The messages mainly concerned things that happened at daycare or preschool, sometimes things that happened out and about (one was about a shopping experience in which the mother felt her son was justified in sitting on a display at a store) and sometimes plain frustrations with people who don’t understand that “they are boys”. The phrase “he’s a boy” was used to excuse: biting, hitting, talking back, smacking, not listening, inappropriate behavior in public, not helping to clean up.  Common husband problems included: playing video games or going out with friends instead of helping with babies, not helping out with housework, not being emotionally available. I never saw messages about husbands hitting or smacking (we call that abuse in the grown-up world) but did see plenty of posts about husbands who believed it was the wife’s place to clean the house and raise the children.  The responses were worse- they were often supportive of the behavior, saying that boys were just different, that people should be more understanding, that boys just don’t have the self control girls have. My question is, is that true? Or are we teaching them that they don’t have to have the self control girls have?    
      Then I started paying attention to how often I used the phrase. And found I was doing the same thing, excusing behavior based on gender. I was doing it in the classroom and I was doing it at home. Which is when I started thinking about this post. Because I DON’T have a boy. I have a girl. A girl who is going to grow up with the boys that are mentioned in these posts. And I NEVER, EVER want her to believe that because a playmate is a boy, he is allowed or expected to bite, hit, talk back, not help with chores or not listen to adults. And I think we can all work towards that.
    I started reading more about misogyny, about how we are raising girls in a “rape culture”, and realized that the people who are writing these articles aren’t crazy. They are right. When we tell a girl that something isn’t okay or appropriate, but we excuse a boy for doing it because of his gender, we are setting him up for a lifetime of believing that it is okay or appropriate. We are setting up our sweet little boys to think that it’s okay to settle something with fists instead of words, to disobey adults even at school or daycare, to move their mamas into second place. That girls can be treated as objects, and that they are deserving of whatever comes to them. Worse, we are setting up our girls to have to learn how to avoid the “wrong guys”, that they are going to have to work around boys instead of with them, that they will always have to be a little afraid.
   Of course there are religions that teach this, and sects of Christianity that preach women are not as good as men. And we aren’t able to fight all of them. But we are in a position to change the way people look at baby boys and baby girls. Are there differences? Of course there are- I’m not disputing that. What I’m disputing is excusing inexcusable behavior. Because that inexcusable behavior leads to adolescent and teenage boys who develop more inexcusable behavior. It leads to belief systems I don’t think we want, and belief systems I don’t think we set out to create.
    Think for a moment how you treat boys and girls differently, or even men and women. For one day, just be aware of it. Are you keeping them on equal footing? And if you’re not (like myself), what are you going to do to overcome it? Do you truly believe that it’s okay for boys to hit and girls not to? Do you think boys should be given wiggle room when it comes to obeying their parents because they are boys? I am trying to imagine how my parenting would have been different if I had a boy. Would I let him sit and cry longer because he needs to learn to “tough it out”? Would I refuse to let him wear pink if he wanted to?
    This is the very beginning of my thought process on misogyny and how it shapes our culture. I’m looking towards what I can do to reshape our culture just a tiny bit, in my tiny corner of the world. Maybe I can start by not saying, “Well, I guess he’s a typical boy.”

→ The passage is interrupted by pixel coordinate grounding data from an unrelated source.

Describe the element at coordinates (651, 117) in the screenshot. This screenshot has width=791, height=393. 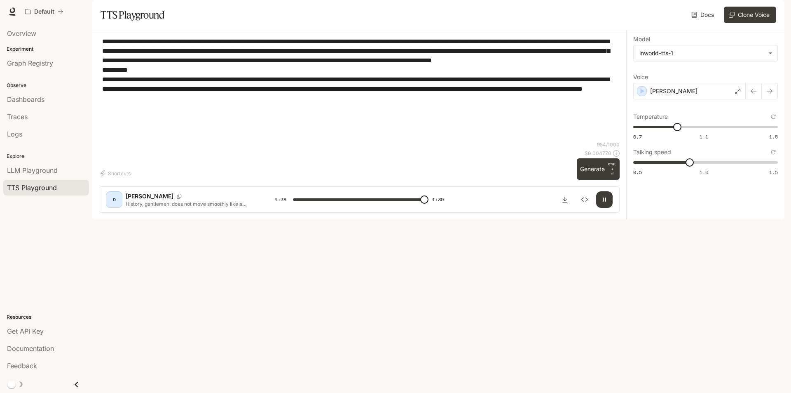
I see `p: Temperature` at that location.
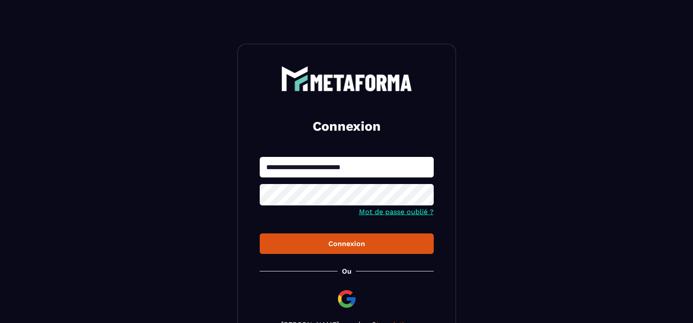 This screenshot has width=693, height=323. What do you see at coordinates (347, 79) in the screenshot?
I see `a: logo` at bounding box center [347, 79].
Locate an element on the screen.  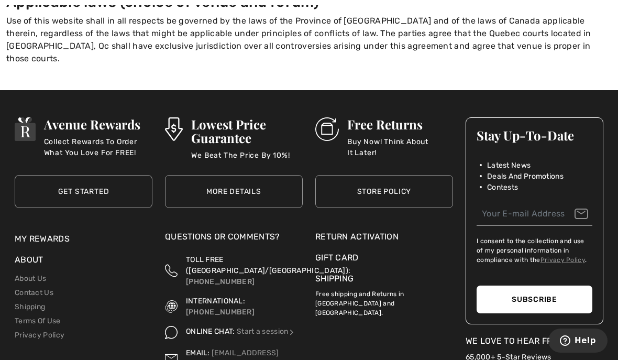
span: ONLINE CHAT: is located at coordinates (210, 331).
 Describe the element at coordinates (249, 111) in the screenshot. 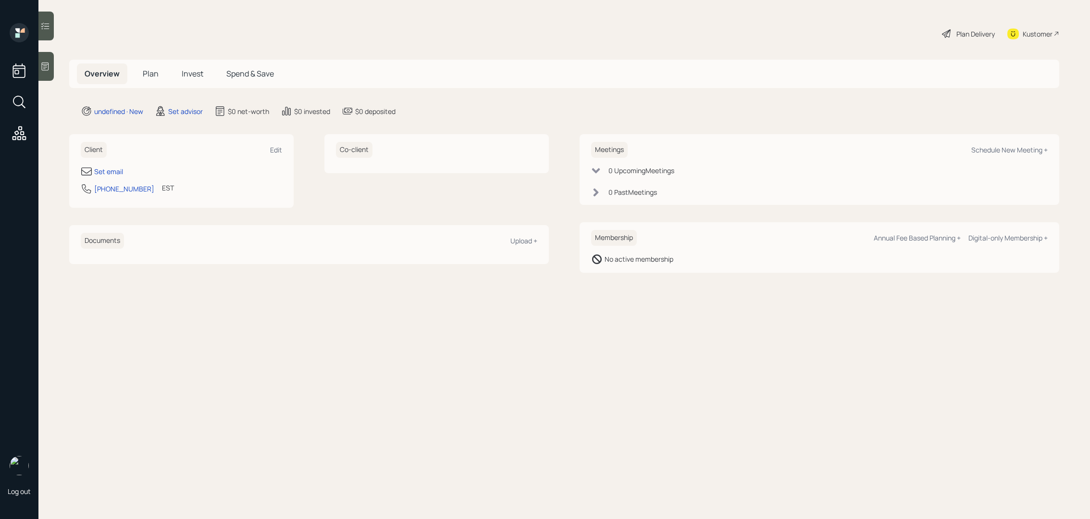

I see `div: $0 net-worth` at that location.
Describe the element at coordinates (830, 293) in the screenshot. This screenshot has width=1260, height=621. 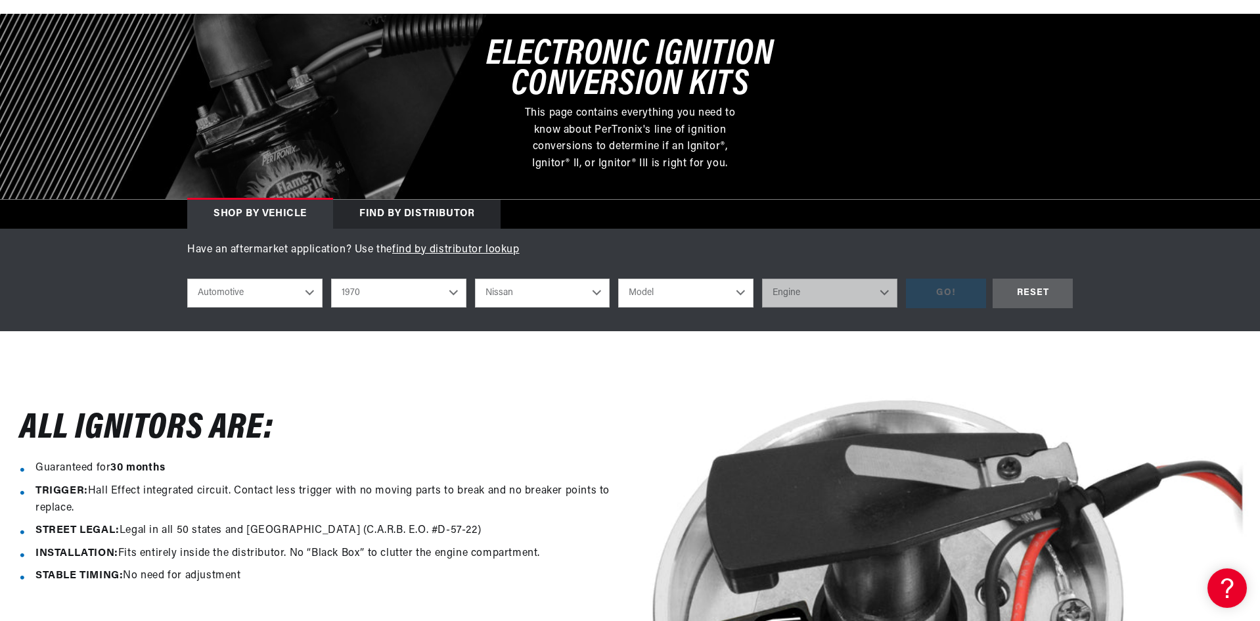
I see `select: Engine` at that location.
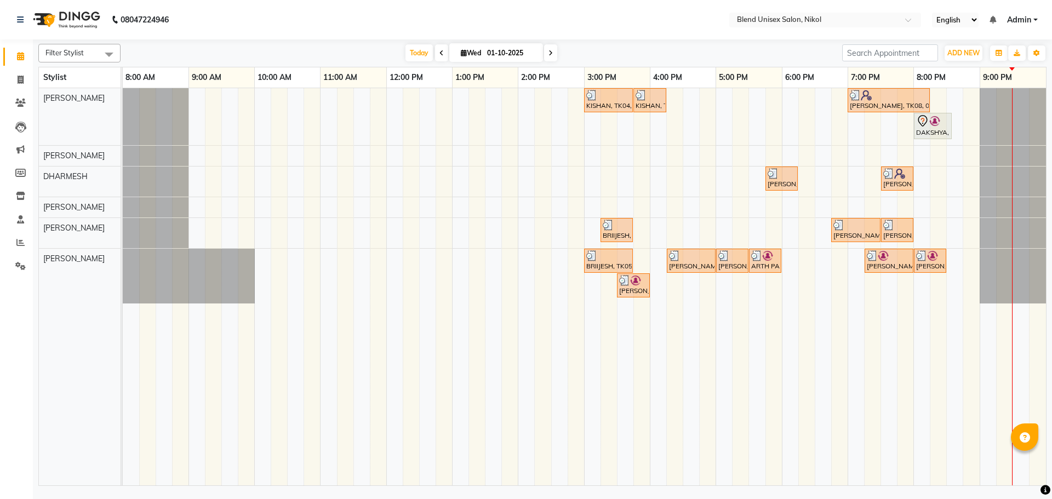 This screenshot has height=499, width=1052. I want to click on input: 2025-10-01, so click(511, 53).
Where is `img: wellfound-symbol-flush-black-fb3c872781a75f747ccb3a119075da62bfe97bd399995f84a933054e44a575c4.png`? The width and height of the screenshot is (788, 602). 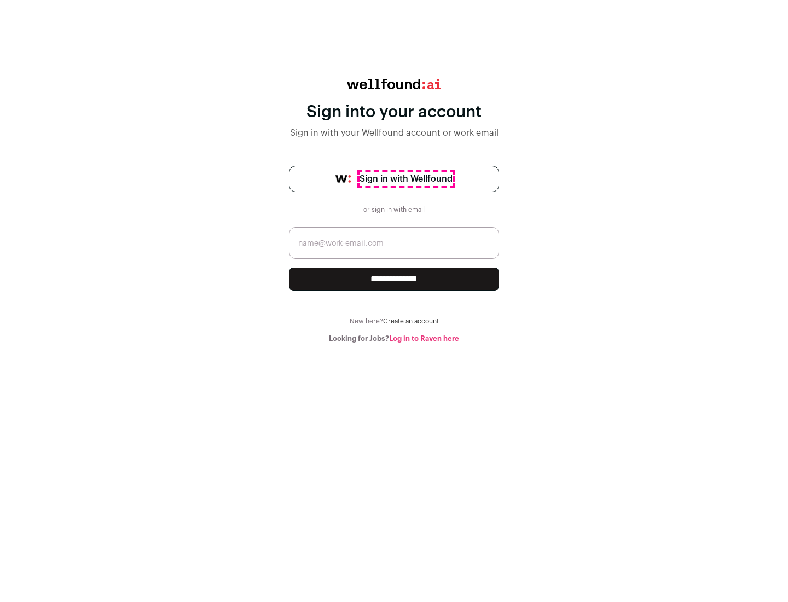 img: wellfound-symbol-flush-black-fb3c872781a75f747ccb3a119075da62bfe97bd399995f84a933054e44a575c4.png is located at coordinates (343, 179).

Our Social Calendar is Filling Up Again

                Good news, yall. Our social calendar is finally filling up again. After months of wondering what we would do with the death of our social lives, we are finally being reintroduced to society. But if youre thinking it […]

So Much More than a Late Night Crashpad

    Becoming a parent has meant having to accept certain “situations”. Like, one glass of wine with dinner instead of a margarita (apparently babies frown upon hard liquor, or maybe adults do). And when a friend asks you to a movie, you can only […]

Wrap Up 2013

Everyone does a wrap up blog. It’s important, right? To kind of review where you’ve been going the last year, and figure out how to keep the readers (and yourself) happy. So this is my wrap up. Things we did in 2013: 1. Bought a house. 2. Did major renovations on said house. I promise the pictures are coming later this week. 3. HAD A BABY. The Johnson & Johnson ads aren’t kidding- a baby changes everything. Which is why I can do my year end wrap up at 6 p.m. on New Year’s Eve, because it’s probably going to be just me and Carson Daly (and maybe Matt) tonight. 4. We moved. Massive undertaking. 5. Began to have fantasies in which I slept for 8 hours, got up, ate a hot breakfast at a table, then went to get my nails done. 6. Wondered how I got to exactly this place.
What I went back to, and what I always go back to, are 3 New Year’s Eves that were important to me. The first was New Year’s Eve 2000. It was the first NYE I actually got invited to awesome events and HAD TO TURN DOWN ALL INVITATIONS to spend it at home with my parents instead, because they believed something crazy was going to happen at the turn of the century. I had a really hard time getting over the disappointment. A really hard time- clearly, since i”m still writing about it 14 years later, right?
New Year’s Eve in NYC. The years I spent up there changed my entire 20s, and I am forever grateful. But the first NYE up there was amazing, and I couldn’t believe that a small town Southern Girl was actually hanging out with models, in and out of clubs, dancing, and not going home until first light. Ah-Mazing. Everyone should do it.
The first NYE I spent with my now husband. We went out with his friends (he invites, he plans) and stayed out at clubs most of the night. I drank Champagne out of a Chipotle cup. Seriously. I think that sums it up.
Tonight is the first night I’ve had a reality check about what it means to be celebrating NYE with a baby. We had invitations to go to a couple of friends houses. And we seriously considered it. I had an invite to a Carolina basketball game (it pains me to even write that) But then SL had her six month check up today with FOUR SHOTS IN HER TEENY, TINY LEGS, and that went out the window. And we definitely aren’t messing with her evening routine. So instead, we’re staying in. I just went on my final walk of the year with her, and we looked at the houses all lit up that probably won’t be tomorrow, and I thought about how things have changed in the last 12 months. Which means my “resolutions” have changed. I also read this post from James Clear-
http://www.entrepreneur.com/article/230333 and thought it was amazing. If you haven’t read it, you should. Maybe right now, then come back to the blog.
If I’m focusing on systems instead of goals, I would say that I’m planning on running again starting in January. Maybe a lot. Which would theoretically lead to a couple of races, though I’m not sure if I’m marathon ready quite yet. Those long runs would be a beast while nursing.
I would say I’m planning on writing. This morning I was listening to John Grisham on the Diane Rehm show, and he was talking about how he begins writing his book on January 1st, finishing July 1st. She told him that was impressive, and he brushed it off, saying, “If you write for several hours a day, the pages just sort of pile up” (God, I hope that I”m getting that quote right. And I hope John Grisham reads this. I’m doubtful about both). When I look back over the blog, I can see that I posted most months, but not as consistently as I could have. And my journal sort of fell to pieces- SL’s baby book is a collection of calendar pages from my filofax. Yes. I still own and use a Filofax. I LOVE THEM.
I’m focusing on making our house a home. It’s time to hang something on the wall. Hand me a hammer.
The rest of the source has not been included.